Best Agency to Work For – Southeast

By | October 7, 2013

Senn-Dunn Insurance, Greensboro, North Carolina

Senn-Dunn: Open, Really Open, for Business … and Producer Ownership


Too many cooks spoil the broth?

Not at Senn-Dunn Insurance. The Greensboro, N.C., agency — the 2013 winner of Insurance Journal‘s Best Agency to Work For in the Southeast — has 22 owners. That’s about 15 percent of its workforce.

T. Gray McCaskill, CEO, says the ownership structure was created as a way to attract and retain the best people.

The structure is an incentive and retention plan mostly for producers, according to Danielle Hoversten, chief financial officer.

It’s also a management challenge. “It requires a very collaborative environment. We spend a lot of time basing decisions on consensus, getting a lot of input. We have 22 owners, plus managers who are not yet owners, involved in decision-making,” Hoversten says. “It takes a little extra time, but we have found it works for us.”

The 22 owners have empowered an eight-member executive committee to make certain operational decisions as needed.

It all works for producers at Senn-Dunn. “The security of knowing we are going to remain privately owned and independent is a great way to wake up and go to work … knowing that everyone has an opportunity to be an owner if they work hard,” one producer said.

“I know that one day I may be offered a chance to become an owner, which is very exciting to me,” another employee said.

The company has a separate profit sharing plan for non-producers.

Senn-Dunn stresses open communication, transparency and teamwork.

For McCaskill, communication is key. “The more you’ve got people asking questions, the more it shows that they’ve got faith that you’re going to be upfront with them,” he says.

Employees praise owners for sharing financials, explaining goals and strategies, and maintaining an open-door policy.

“This transparency of ‘where we are and where we are going’ promotes a team environment,” said an employee.

To further the teamwork culture, all of the offices in the Greensboro building are of equal size, and staff has window offices while owners are in interior spaces.

The emphasis on communication paid off during the economic downturn and soft market. By 2008, McCaskill said the owners knew that the agency’s model at that time was not sustainable. P/C premiums were falling and too many customers were hurting or going out of business. Internal changes and a new direction to counter the effects of the P/C slide were needed.

“Rather than pointing fingers, we got together and asked for input,” McCaskill recalls. “We didn’t go behind closed doors. We put all our numbers on the board. We made some tough senior management changes.”

“Owners, managers, everybody” — participated in the cuts, Hoversten says.

The adjustments worked. The agency started growing again and, most important, it was able to invest in a new direction: employee benefits.

“This whole thing with Obamacare, we have sort of run through the fire on it,” McCaskill says. Senn-Dunn has been proactive, running benefits seminars, reaching out to clients and turning Obamacare into an opportunity. “At the end of the day, clients want that trusted advisor.”

Senn-Dunn is a different agency today. It had been a primarily P/C agency, but now total agency revenues of $25.6 million are almost evenly divided between P/C and employee benefits. Also, the agency had 38 people back in 2000; today it has 152.

“I was very proud of the way the company took a realistic approach to the changing business environment from 2008 to present day,” one employee told Insurance Journal.

“We have a team that supports each other,” McCaskill says. He thinks it is working so well that if there were no insurance services to sell, the team would sell something else together. But for now, they’re doing fine with insurance and benefits.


• [PROBLEM DETAILS] Please write out exactly the lines of the data below from the line holding "Image resolution: width=1381" through the line holding "The width and height of the screenshot is (645, 318).", and leave out the rest.

Segment Open

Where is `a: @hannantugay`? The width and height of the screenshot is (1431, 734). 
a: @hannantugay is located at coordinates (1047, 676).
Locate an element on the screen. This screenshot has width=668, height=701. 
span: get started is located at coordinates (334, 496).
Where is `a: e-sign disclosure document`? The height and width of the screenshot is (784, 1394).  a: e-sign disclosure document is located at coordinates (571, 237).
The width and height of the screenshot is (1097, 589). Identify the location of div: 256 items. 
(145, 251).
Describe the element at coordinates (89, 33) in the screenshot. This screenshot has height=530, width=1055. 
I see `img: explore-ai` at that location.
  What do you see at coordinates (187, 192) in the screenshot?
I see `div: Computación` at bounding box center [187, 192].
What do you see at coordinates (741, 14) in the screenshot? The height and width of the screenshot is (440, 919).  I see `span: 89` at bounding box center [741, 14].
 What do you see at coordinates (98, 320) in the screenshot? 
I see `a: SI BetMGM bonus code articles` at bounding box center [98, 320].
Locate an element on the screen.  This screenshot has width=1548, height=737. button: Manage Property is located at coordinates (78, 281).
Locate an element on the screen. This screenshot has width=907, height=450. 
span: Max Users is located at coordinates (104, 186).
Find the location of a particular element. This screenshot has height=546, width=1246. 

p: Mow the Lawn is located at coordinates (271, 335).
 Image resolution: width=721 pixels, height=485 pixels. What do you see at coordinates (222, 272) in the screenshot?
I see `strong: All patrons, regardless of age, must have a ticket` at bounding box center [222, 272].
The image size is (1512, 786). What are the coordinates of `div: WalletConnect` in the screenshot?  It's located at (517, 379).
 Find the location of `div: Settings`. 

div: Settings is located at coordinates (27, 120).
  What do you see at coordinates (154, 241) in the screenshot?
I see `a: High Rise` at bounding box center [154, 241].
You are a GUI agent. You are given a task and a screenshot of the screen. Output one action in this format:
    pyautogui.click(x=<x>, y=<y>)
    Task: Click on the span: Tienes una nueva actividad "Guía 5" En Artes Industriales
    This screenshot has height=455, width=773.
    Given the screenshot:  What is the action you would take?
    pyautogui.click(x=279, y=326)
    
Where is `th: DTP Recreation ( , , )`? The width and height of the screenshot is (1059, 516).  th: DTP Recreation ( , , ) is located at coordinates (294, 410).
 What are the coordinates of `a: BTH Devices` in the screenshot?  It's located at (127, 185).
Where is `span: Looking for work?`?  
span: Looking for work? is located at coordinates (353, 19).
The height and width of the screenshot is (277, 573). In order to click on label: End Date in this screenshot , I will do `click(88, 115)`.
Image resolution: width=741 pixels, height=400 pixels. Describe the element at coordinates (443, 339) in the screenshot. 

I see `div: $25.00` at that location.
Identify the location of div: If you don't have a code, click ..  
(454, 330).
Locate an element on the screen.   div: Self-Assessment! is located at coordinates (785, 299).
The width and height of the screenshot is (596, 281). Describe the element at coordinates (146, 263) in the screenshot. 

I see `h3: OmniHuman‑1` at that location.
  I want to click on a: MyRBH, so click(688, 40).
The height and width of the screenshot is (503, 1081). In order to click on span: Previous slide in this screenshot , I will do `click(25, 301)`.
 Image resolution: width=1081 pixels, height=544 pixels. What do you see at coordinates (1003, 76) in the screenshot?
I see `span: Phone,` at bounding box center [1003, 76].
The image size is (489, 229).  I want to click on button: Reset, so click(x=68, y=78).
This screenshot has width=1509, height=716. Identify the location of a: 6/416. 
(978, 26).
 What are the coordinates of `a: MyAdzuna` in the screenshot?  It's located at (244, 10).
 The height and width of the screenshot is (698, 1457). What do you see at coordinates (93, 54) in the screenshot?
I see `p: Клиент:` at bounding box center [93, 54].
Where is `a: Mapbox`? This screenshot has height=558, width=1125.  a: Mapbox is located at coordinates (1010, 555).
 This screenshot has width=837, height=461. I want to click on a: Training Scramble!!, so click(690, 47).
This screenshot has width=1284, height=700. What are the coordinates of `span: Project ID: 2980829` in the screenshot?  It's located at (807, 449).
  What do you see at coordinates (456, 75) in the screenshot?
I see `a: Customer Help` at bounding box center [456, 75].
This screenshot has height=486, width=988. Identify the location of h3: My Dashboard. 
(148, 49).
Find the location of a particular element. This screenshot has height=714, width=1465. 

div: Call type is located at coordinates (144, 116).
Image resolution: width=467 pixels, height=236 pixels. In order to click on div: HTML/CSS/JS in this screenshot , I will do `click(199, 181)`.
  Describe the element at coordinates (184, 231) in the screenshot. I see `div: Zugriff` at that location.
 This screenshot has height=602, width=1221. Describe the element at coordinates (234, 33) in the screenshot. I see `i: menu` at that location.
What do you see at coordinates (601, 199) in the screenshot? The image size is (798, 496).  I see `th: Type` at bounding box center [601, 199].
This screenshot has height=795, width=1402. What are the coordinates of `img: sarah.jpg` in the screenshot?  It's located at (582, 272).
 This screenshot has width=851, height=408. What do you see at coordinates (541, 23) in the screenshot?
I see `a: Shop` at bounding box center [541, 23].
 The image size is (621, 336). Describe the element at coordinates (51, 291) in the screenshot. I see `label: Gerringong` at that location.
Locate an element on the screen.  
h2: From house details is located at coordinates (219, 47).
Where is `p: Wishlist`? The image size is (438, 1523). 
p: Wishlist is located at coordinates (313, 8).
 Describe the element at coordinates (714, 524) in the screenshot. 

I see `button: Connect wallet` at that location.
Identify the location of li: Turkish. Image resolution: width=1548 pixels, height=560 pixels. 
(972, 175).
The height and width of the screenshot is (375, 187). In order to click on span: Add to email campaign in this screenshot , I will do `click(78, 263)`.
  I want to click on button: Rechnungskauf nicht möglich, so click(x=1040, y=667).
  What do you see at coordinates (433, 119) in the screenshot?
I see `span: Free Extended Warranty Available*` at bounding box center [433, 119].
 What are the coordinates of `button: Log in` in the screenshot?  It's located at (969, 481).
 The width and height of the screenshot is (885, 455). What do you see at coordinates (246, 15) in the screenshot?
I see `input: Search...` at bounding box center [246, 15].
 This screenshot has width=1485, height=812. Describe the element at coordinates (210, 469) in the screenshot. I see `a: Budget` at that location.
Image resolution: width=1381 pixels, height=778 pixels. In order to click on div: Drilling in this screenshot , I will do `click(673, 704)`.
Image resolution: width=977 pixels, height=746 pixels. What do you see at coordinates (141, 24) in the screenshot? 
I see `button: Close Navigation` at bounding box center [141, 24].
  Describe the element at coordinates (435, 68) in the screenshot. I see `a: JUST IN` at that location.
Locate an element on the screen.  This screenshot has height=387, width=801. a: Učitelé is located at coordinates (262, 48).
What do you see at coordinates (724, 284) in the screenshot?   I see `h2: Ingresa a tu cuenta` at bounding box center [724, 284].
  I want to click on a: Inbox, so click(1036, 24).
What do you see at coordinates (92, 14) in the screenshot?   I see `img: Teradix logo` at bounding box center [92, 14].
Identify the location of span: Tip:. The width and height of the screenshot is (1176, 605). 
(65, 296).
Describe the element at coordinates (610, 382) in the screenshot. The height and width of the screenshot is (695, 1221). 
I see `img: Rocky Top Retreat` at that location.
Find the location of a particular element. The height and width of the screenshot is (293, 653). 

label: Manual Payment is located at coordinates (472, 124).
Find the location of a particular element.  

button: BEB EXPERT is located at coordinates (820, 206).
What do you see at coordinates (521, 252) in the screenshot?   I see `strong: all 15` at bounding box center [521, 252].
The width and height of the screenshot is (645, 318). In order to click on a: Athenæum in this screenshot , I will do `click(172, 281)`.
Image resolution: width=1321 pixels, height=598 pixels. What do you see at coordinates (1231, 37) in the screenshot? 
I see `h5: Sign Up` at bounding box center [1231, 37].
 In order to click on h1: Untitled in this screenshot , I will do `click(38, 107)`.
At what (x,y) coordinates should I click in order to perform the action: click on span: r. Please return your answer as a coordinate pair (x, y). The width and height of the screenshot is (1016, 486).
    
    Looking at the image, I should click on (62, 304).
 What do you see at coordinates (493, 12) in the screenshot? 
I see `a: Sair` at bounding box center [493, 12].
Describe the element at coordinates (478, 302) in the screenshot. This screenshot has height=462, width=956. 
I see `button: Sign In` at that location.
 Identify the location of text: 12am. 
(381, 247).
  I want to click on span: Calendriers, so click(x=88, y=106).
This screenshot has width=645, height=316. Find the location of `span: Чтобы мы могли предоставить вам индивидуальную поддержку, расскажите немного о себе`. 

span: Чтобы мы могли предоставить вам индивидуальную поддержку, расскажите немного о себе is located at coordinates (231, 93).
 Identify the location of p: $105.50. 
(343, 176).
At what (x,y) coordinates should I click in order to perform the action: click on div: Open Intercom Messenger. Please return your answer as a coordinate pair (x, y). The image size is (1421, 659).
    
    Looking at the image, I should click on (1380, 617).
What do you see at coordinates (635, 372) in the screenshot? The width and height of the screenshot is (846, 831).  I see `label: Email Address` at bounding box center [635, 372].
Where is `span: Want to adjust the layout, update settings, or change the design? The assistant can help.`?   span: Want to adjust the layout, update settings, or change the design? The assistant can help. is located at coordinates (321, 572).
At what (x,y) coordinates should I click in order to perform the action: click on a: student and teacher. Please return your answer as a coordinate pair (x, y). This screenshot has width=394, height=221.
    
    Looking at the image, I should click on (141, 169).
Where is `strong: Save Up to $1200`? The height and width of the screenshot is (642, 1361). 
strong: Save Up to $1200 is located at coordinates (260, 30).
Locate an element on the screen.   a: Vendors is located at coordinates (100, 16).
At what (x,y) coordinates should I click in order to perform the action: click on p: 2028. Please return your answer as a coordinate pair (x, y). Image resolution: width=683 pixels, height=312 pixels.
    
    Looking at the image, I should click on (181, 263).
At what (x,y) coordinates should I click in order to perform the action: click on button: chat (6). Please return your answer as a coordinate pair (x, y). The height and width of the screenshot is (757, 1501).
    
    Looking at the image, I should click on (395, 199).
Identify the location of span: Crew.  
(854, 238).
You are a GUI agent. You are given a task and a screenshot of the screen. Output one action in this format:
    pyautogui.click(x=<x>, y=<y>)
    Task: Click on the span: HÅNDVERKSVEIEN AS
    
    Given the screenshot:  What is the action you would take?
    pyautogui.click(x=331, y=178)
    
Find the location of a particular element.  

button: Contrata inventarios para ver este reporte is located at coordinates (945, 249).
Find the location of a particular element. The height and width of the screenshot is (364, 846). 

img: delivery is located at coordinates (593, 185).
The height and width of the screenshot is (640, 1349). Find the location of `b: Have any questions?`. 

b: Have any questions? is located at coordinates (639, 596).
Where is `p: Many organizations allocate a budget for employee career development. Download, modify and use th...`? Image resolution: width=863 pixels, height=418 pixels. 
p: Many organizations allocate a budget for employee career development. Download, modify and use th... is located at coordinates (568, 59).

Segment Closed

• [WRITTEN SOLUTION]
Image resolution: width=1381 pixels, height=778 pixels. In order to click on div: Drilling in this screenshot , I will do `click(673, 704)`.
Image resolution: width=977 pixels, height=746 pixels. What do you see at coordinates (141, 24) in the screenshot? 
I see `button: Close Navigation` at bounding box center [141, 24].
  Describe the element at coordinates (435, 68) in the screenshot. I see `a: JUST IN` at that location.
Locate an element on the screen.  This screenshot has height=387, width=801. a: Učitelé is located at coordinates (262, 48).
What do you see at coordinates (724, 284) in the screenshot?   I see `h2: Ingresa a tu cuenta` at bounding box center [724, 284].
  I want to click on a: Inbox, so click(1036, 24).
What do you see at coordinates (92, 14) in the screenshot?   I see `img: Teradix logo` at bounding box center [92, 14].
Identify the location of span: Tip:. The width and height of the screenshot is (1176, 605). 
(65, 296).
Describe the element at coordinates (610, 382) in the screenshot. The height and width of the screenshot is (695, 1221). 
I see `img: Rocky Top Retreat` at that location.
Find the location of a particular element. The height and width of the screenshot is (293, 653). 

label: Manual Payment is located at coordinates (472, 124).
Find the location of a particular element.  

button: BEB EXPERT is located at coordinates (820, 206).
What do you see at coordinates (521, 252) in the screenshot?   I see `strong: all 15` at bounding box center [521, 252].
The width and height of the screenshot is (645, 318). In order to click on a: Athenæum in this screenshot , I will do `click(172, 281)`.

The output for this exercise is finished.